Identifying the problem was half the battle. Getting AT&T to fix it was it’s own effort. What started with a chat session from the Uverse site went like this:

  1. Chat session with the billing / business group, who kindly said he couldn’t help, and transferred my chat to a tech support group.
  2. The first tech support group changed this from a chat into a call, and couldn’t handle my request, and bounced me to a higher tier support group.
  3. This upper tier support group turned out to be a premium internet support group who would only talk to me if I was paying for premium internet support – which he kindly offered to sign me up for on the call. Annoyed at the prospect of paying for something which I thought I already had, I declined. This guy transferred me to a different internet support group who he said could help.
  4. Internet support group #2 – a different group from item 2 above – couldn’t help me either, but instead transferred me to the Fiber Support group.
  5. A fine support rep from the Fiber Support group knew what I was asking (“Can you unblock port 123 for me?”) and how to do it! Once I agreed that I was taking on risk by unblocking this, she proceeded, and by the end of the 40 minute call, I had at least one of my machines able to set its clock from an NTP server. Success!

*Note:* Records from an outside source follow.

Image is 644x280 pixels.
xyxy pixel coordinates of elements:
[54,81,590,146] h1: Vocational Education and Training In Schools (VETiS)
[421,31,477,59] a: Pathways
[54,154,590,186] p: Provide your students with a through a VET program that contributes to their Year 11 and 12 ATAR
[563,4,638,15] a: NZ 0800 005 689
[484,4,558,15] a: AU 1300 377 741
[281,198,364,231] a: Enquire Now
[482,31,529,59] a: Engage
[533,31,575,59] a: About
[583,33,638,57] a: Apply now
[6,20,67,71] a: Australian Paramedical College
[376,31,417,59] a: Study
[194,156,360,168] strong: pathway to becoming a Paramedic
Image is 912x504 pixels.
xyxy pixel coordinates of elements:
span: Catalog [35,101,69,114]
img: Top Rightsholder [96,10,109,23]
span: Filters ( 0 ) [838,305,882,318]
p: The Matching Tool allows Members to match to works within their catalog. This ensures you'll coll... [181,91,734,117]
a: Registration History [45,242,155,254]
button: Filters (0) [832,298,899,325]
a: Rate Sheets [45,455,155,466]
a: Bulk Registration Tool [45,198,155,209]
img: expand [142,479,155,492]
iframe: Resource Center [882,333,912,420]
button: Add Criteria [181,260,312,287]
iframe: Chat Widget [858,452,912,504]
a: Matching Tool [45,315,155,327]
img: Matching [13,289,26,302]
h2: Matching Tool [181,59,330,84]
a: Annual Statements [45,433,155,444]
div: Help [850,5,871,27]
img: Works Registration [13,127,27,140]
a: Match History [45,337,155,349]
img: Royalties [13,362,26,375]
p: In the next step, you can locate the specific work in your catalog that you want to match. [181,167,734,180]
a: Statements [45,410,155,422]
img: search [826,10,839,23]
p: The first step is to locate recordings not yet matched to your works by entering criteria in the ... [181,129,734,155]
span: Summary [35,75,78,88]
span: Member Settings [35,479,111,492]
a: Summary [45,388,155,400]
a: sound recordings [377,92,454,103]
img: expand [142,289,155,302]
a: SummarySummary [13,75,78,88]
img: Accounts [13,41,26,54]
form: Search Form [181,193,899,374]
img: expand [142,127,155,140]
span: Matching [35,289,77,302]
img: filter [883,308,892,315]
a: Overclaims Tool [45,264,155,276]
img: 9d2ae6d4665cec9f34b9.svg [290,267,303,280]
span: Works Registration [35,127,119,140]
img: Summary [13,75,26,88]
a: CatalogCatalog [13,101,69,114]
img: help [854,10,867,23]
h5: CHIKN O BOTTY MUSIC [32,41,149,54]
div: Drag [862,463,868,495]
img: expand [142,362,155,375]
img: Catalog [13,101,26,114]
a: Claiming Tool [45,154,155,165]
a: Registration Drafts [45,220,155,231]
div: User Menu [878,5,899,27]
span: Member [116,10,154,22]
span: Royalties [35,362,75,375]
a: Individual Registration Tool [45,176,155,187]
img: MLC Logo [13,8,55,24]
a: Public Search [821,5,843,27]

The total time on the phone / chat with AT&T to get this resolved as just under an hour, and that was once I knew what the problem was and that it was fixable.

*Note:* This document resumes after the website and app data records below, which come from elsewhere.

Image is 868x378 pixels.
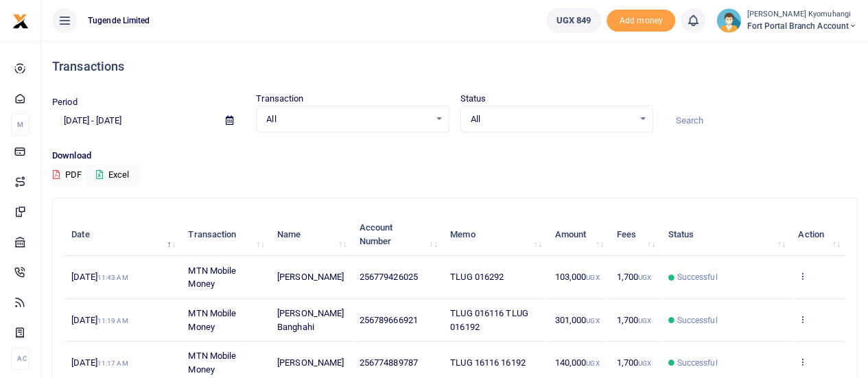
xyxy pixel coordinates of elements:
[53,95,77,109] label: Period
[747,19,857,32] span: Fort Portal Branch Account
[71,314,128,325] span: [DATE]
[13,13,29,30] img: logo-small
[609,214,660,256] th: Fees: activate to sort column ascending
[616,358,651,368] span: 1,700
[82,14,156,27] span: Tugende Limited
[638,359,651,367] small: UGX
[606,14,675,25] a: Add money
[85,164,141,186] button: Excel
[716,8,741,33] img: profile-user
[53,164,82,186] button: PDF
[53,149,857,164] p: Download
[71,271,128,282] span: [DATE]
[359,271,418,282] span: 256779426025
[13,15,29,25] a: logo-small logo-large logo-large
[64,214,181,256] th: Date: activate to sort column descending
[450,358,526,368] span: TLUG 16116 16192
[270,214,352,256] th: Name: activate to sort column ascending
[716,8,857,33] a: profile-user [PERSON_NAME] Kyomuhangi Fort Portal Branch Account
[470,113,633,126] span: All
[11,347,30,370] li: Ac
[638,274,651,281] small: UGX
[616,271,651,282] span: 1,700
[97,274,128,281] small: 11:43 AM
[676,271,717,283] span: Successful
[11,114,30,136] li: M
[586,317,599,325] small: UGX
[351,214,442,256] th: Account Number: activate to sort column ascending
[664,109,857,132] input: Search
[450,308,528,332] span: TLUG 016116 TLUG 016192
[266,113,429,126] span: All
[554,314,599,325] span: 301,000
[181,214,270,256] th: Transaction: activate to sort column ascending
[97,359,128,367] small: 11:17 AM
[71,358,128,368] span: [DATE]
[676,314,717,326] span: Successful
[546,8,602,33] a: UGX 849
[660,214,790,256] th: Status: activate to sort column ascending
[53,109,214,132] input: select period
[747,9,857,20] small: [PERSON_NAME] Kyomuhangi
[277,358,343,368] span: [PERSON_NAME]
[359,358,418,368] span: 256774889787
[606,9,675,32] li: Toup your wallet
[547,214,609,256] th: Amount: activate to sort column ascending
[554,271,599,282] span: 103,000
[790,214,845,256] th: Action: activate to sort column ascending
[586,274,599,281] small: UGX
[541,8,607,33] li: Wallet ballance
[450,271,504,282] span: TLUG 016292
[277,308,343,332] span: [PERSON_NAME] Banghahi
[460,92,487,106] label: Status
[616,314,651,325] span: 1,700
[188,351,236,375] span: MTN Mobile Money
[556,14,592,27] span: UGX 849
[97,317,128,325] small: 11:19 AM
[53,59,857,74] h4: Transactions
[188,308,236,332] span: MTN Mobile Money
[586,359,599,367] small: UGX
[442,214,547,256] th: Memo: activate to sort column ascending
[359,314,418,325] span: 256789666921
[638,317,651,325] small: UGX
[277,271,343,282] span: [PERSON_NAME]
[606,9,675,32] span: Add money
[676,357,717,369] span: Successful
[554,358,599,368] span: 140,000
[188,265,236,290] span: MTN Mobile Money
[256,92,303,106] label: Transaction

As collateral damage, when the rep made the NTP unblock change on my fiber gateway, they ended up breaking all other inbound ports, disconnecting several of my servers from the internet. No amount of reconfiguring and resetting on my side was able to resolve this. Another call to AT&T fiber support and this was resolved on the first call, but that’s another hour or two of my life spent on troubleshooting and resolving something that wasn’t part of the problem to start with.

So, kudos for the right person at AT&T being able to fix this, but it took far too much work on my part to realize that this was an intentional thing on AT&T’s part and that there was a fix for it.  Total time spent on configuration, troubleshooting, research, support call, and testing was easily 6-8 hours, but at least I can happily report that all our home systems now believe it’s the same time.